Student performance in undergraduate science, technology, engineering, and mathematics (STEM) courses under traditional lecturing versus active learning is a contemporary topic of high interest in teacher communities.

According to Freemana et al. (2014), average examination scores improve by about 6% in active learning sections, and students in classes with traditional lecturing are 1.5 times more likely to fail than were students in classes with active learning.

The results raise questions about the continued use of traditional lecturing as a control in research studies, and support active learning as the preferred, empirically validated teaching practice in regular classrooms.

According to those data, there is a strong evidence that active learning increases examination performance and that lecturing increases failure rates near to 50% in comparison to student performance via active learning.
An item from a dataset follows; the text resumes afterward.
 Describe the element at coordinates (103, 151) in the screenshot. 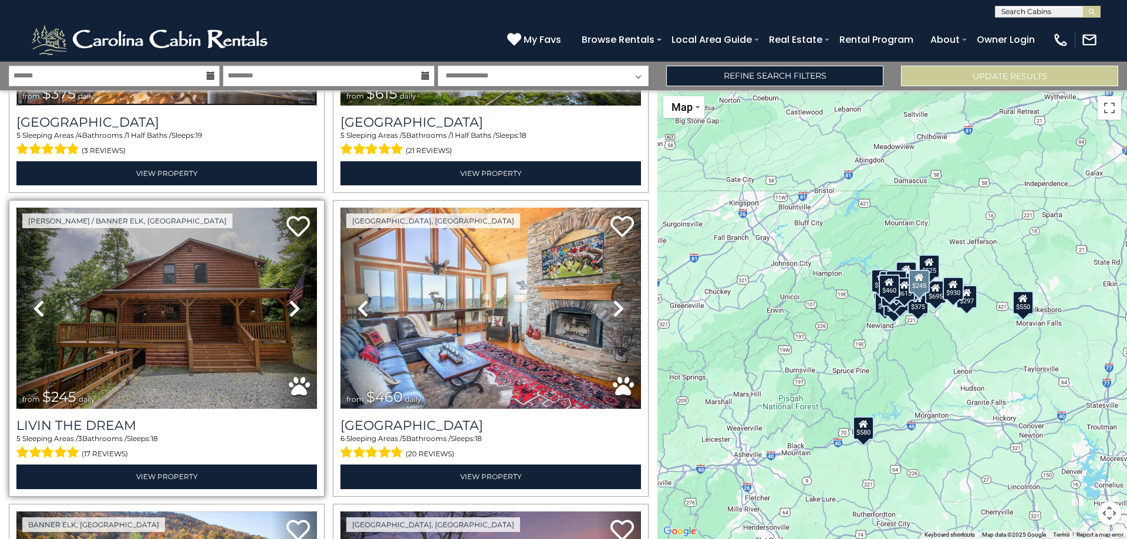

I see `span: (3 reviews)` at that location.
The heterogeneity analyses indicate that these increases in achievement hold across all of the STEM disciplines and occur in all class sizes, course types, and course levels.

In the STEM classroom, should we ask or should we tell?

The active learning interventions varied widely in intensity and implementation, and include approaches as diverse as:

  • occasional group problem-solving;
  • worksheets or tutorials completed during class;
  • use of personal response systems with or without peer instruction;
  • studio or workshop course designs.

The Added Value of Social Learning in “Inclusive Classes”

STEM instructors may begin to question the continued use of traditional lecturing in everyday practice, especially in light of recent work indicating that active learning confers disproportionate benefits for STEM students from disadvantaged backgrounds and for female students in male-dominated fields. Although traditional lecturing has dominated undergraduate instruction for most of a millennium and continues to have strong advocates, current evidence suggests that a constructivist “ask, don’t tell” approach may lead to strong increases in student performance—amplifying recent calls from policy makers and researchers to support faculty who are transforming their undergraduate STEM courses.

Observational Theory, a product of SLT theoretical approach, is crucial factor for getting such of experiences in learning process as to build “classes for all”, elevating eliminating quality and quantity of students’ performance.